Labrador Blue vs Denim Drift
Labrador Blue (Benjamin Moore) and Denim Drift (Dulux) come from different manufacturers. Hue-wise, Labrador Blue belongs to the blue family and Denim Drift to the blue-grey family. The 6-point LRV gap — 33 for Labrador Blue vs 27 for Denim Drift — means Labrador Blue will open up a space more effectively. Where Labrador Blue leans blue, Denim Drift reads cool — a distinction that shifts noticeably depending on the light source and surrounding finishes. ΔE 7.8 means they're clearly different, but not dramatically so — they'd pair well in the same room. Below you'll find 3 real-room photo comparisons where both colors appear side by side, plus 5 simulated room previews.
Labrador Blue vs Denim Drift in Real Spaces
3 real rooms side by side. Labrador Blue and Denim Drift are close enough that the difference can be hard to judge from a chip alone — these photos show how each reads at scale, across different spaces and lighting conditions.
Living Room
A living room wall sees more varied light than almost any other surface in the house, which makes the choice between these two more nuanced than a chip suggests. Labrador Blue reads slightly lighter here — a subtle but real difference in how open the space feels.
Bedroom
Bedrooms are typically lit with warmer, lower light than the rest of the house — a condition that flatters warm tones and deepens cool ones. Labrador Blue has the edge in reflectance, which shows as a quiet sense of added space rather than an obvious contrast.
Home Office
Home office walls matter more than most — you're looking at them all day, and a color that reads fine at first can become tiring over time. Labrador Blue has the edge in reflectance, which shows as a quiet sense of added space rather than an obvious contrast.
Color Details
Labrador Blue vs Denim Drift Simulated Comparison
5 simulated room previews — drag the slider on each to see Labrador Blue on one side and Denim Drift on the other.
Digital color is approximate. These simulations are generated from the manufacturer's hex values and overlaid on grayscale room photos — your screen's calibration, brightness, and viewing angle all affect how they render. Before committing to either color, test physical samples in your own space under the light you actually live with.
More Labrador Blue comparisons
See how Labrador Blue stacks up against other well-photographed colors across different brands and tones.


(Description of the task) Look for the line with "Identify the location" in the data below, then reproduce word for word that line and every line after it. Leave out all pictures and add nothing.

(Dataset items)
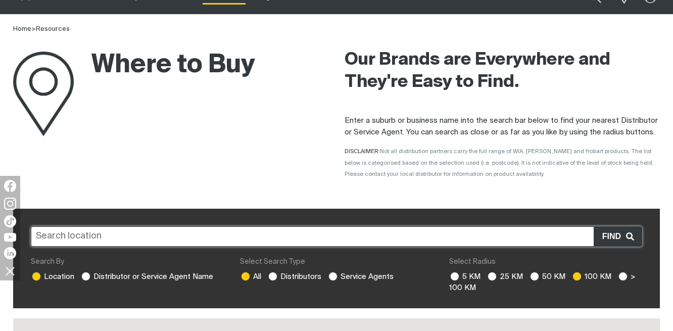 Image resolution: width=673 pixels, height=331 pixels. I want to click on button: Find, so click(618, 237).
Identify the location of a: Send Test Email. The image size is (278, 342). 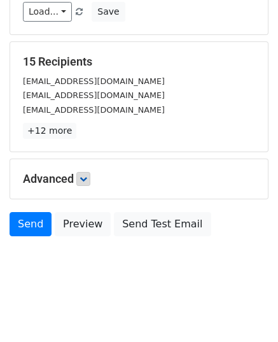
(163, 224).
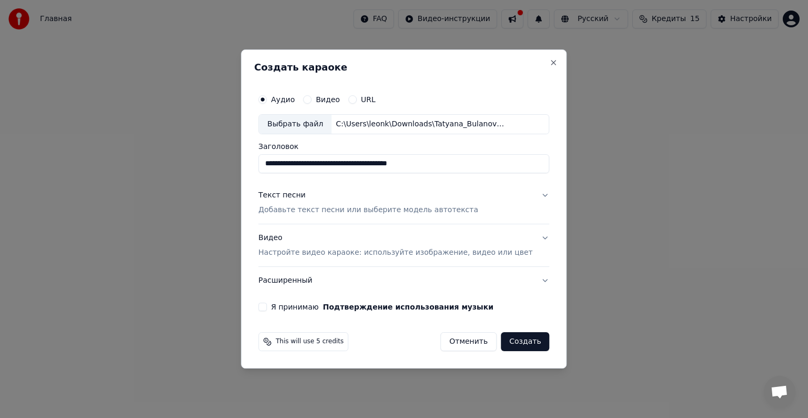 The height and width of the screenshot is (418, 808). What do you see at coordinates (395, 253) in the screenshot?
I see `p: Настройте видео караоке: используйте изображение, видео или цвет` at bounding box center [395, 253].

(Result of this task)
Identify the location of a: Send Test Email. The image size is (278, 342). 
(163, 224).
 The height and width of the screenshot is (418, 808). What do you see at coordinates (395, 253) in the screenshot?
I see `p: Настройте видео караоке: используйте изображение, видео или цвет` at bounding box center [395, 253].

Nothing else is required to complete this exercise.